The Levi Jordan Plantation is a historical site and building, located on Farm to Market Road 521, 4 miles (6.4 km) southwest of the city of Brazoria, in the U.S. state of Texas. Founded as a forced-labor farm worked by enslaved Black people, it was one of the largest sugar and cotton producing plantations in Texas during the mid-19th century, as well as a local center of human trafficking.

The Umayyad desert castles, of which the desert castles of Jordan represent a prominent part, are fortified palaces or castles in what was the then Umayyad province of Bilad al-Sham. Most Umayyad "desert castles" are scattered over the semi-arid regions of north-eastern Jordan, with several more in Syria, Israel and the West Bank (Palestine).

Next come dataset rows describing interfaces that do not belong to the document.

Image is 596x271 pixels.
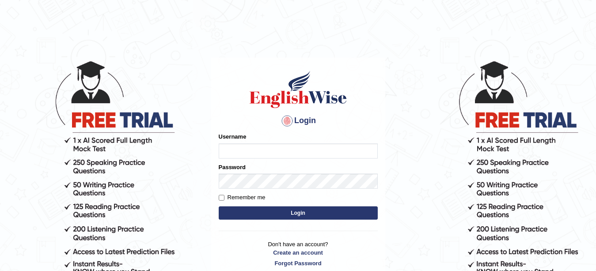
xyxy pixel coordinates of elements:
label: Password [219,163,246,171]
button: Login [219,206,378,219]
h4: Login [219,114,378,128]
label: Remember me [219,193,266,202]
a: Create an account [219,248,378,256]
a: Forgot Password [219,259,378,267]
label: Username [219,132,247,141]
img: Logo of English Wise sign in for intelligent practice with AI [248,69,349,109]
input: Remember me [219,194,225,200]
p: Don't have an account? [219,240,378,267]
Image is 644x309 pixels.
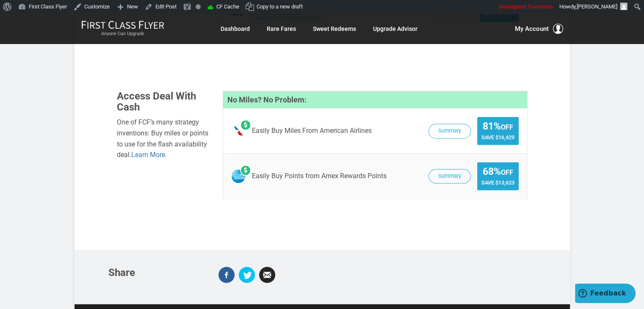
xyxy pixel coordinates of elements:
[267,21,296,37] a: Rare Fares
[117,91,210,113] h3: Access Deal With Cash
[482,121,514,132] span: 81%
[482,166,514,177] span: 68%
[482,179,514,185] span: Save $13,623
[482,134,514,141] span: Save $16,429
[82,31,165,37] small: Anyone Can Upgrade
[515,24,563,33] button: My Account
[515,24,549,33] span: My Account
[117,116,210,160] div: One of FCF’s many strategy inventions: Buy miles or points to use for the flash availability deal. .
[577,3,617,10] span: [PERSON_NAME]
[429,169,471,183] button: Summary
[82,21,165,29] img: First Class Flyer
[223,91,527,109] h4: No Miles? No Problem:
[373,21,418,37] a: Upgrade Advisor
[501,168,514,177] small: Off
[252,127,372,135] span: Easily Buy Miles From American Airlines
[252,172,386,180] span: Easily Buy Points from Amex Rewards Points
[221,21,250,37] a: Dashboard
[313,21,356,37] a: Sweet Redeems
[575,283,636,304] iframe: Opens a widget where you can find more information
[108,266,206,278] h3: Share
[131,151,165,158] a: Learn More
[82,21,165,37] a: First Class FlyerAnyone Can Upgrade
[501,123,514,131] small: Off
[429,123,471,139] button: Summary
[499,3,553,10] span: Unsuspend Transients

Levantine archaeology Archaeological study of the Levant

Levantine archaeology is the archaeological study of the Levant. It is also known as Syro-Palestinian archaeology or Palestinian archaeology. Besides its importance to the discipline of Biblical archaeology, the Levant is highly important when forming an understanding of the history of the earliest peoples of the Stone Age.

Jordan Archaeological Museum Art museum, Design/Textile Museum, Historic site in Amman , Jordan

The Jordan Archaeological Museum is located in the Amman Citadel of Amman, Jordan. Built in 1951, it presents artifacts from archaeological sites in Jordan, dating from prehistoric times to the 15th century. The collections are arranged in chronological order and include items of everyday life such as flint, glass, metal and pottery objects, as well as more artistic items such as jewelry and statues. The museum also includes a coin collection.

Gerald Lankester Harding British archaeologist (1901–1979)

Gerald Lankester Harding was a British archaeologist who was the director of the Department of Antiquities of Jordan from 1936 to 1956. His tenure spanned the period in which the Dead Sea Scrolls were discovered and brought to public awareness. Without his efforts many of the scrolls might have disappeared into private collections never to be seen again.

Gunter Schöbel German archaeologist and director of the Pfahlbau Museum Unteruhldingen

Gunter Schöbel is a German archaeologist and director of the Pfahlbau Museum Unteruhldingen.

Nabataean architecture

Nabatean architecture refers to the building traditions of the Nabateans in Jordan. It includes the temple and tombs of Petra in the sandstone cliffs of Jordan’s Negev desert. The style appears a mix of Mesopotamian and Hellenistic (Greek) influences.

The Jordan Museum Art museum, archaeological museum in Amman, Jordan

The Jordan Museum is located in Ras Al-Ein district of Amman, Jordan. Built in 2014, the museum is the largest museum in Jordan and hosts the country's most important archaeological findings.

ʿAin Ghazal statues Early Neolithic statues found in Jordan

The ʿAin Ghazal Statues are a number of large-scale lime plaster and reed statues discovered at the archeological site of ʿAin Ghazal in Jordan, dating back to approximately 9000 years ago, from the Pre-Pottery Neolithic C period. A total of 15 statues and 15 busts were discovered in 1983 and 1985 in two underground caches, created about 200 years apart.

Left Coast Press was an independent, scholarly publishing house specializing in social sciences and humanities. Based in Walnut Creek, California, and distributed globally, the company published approximately 500 books between 2005 and 2016 before the company was purchased by Routledge, who rebranded them as Routledge books. The company also published 13 scholarly journals before its journals division was sold in 2012 to Maney Publishing, now part of Taylor & Francis.

References

  1. Christopher Markiewicz and Nir Shafir, ed. (2014). "Museum of Textbooks". Hazine: a Guide to Researching the Middle East and Beyond.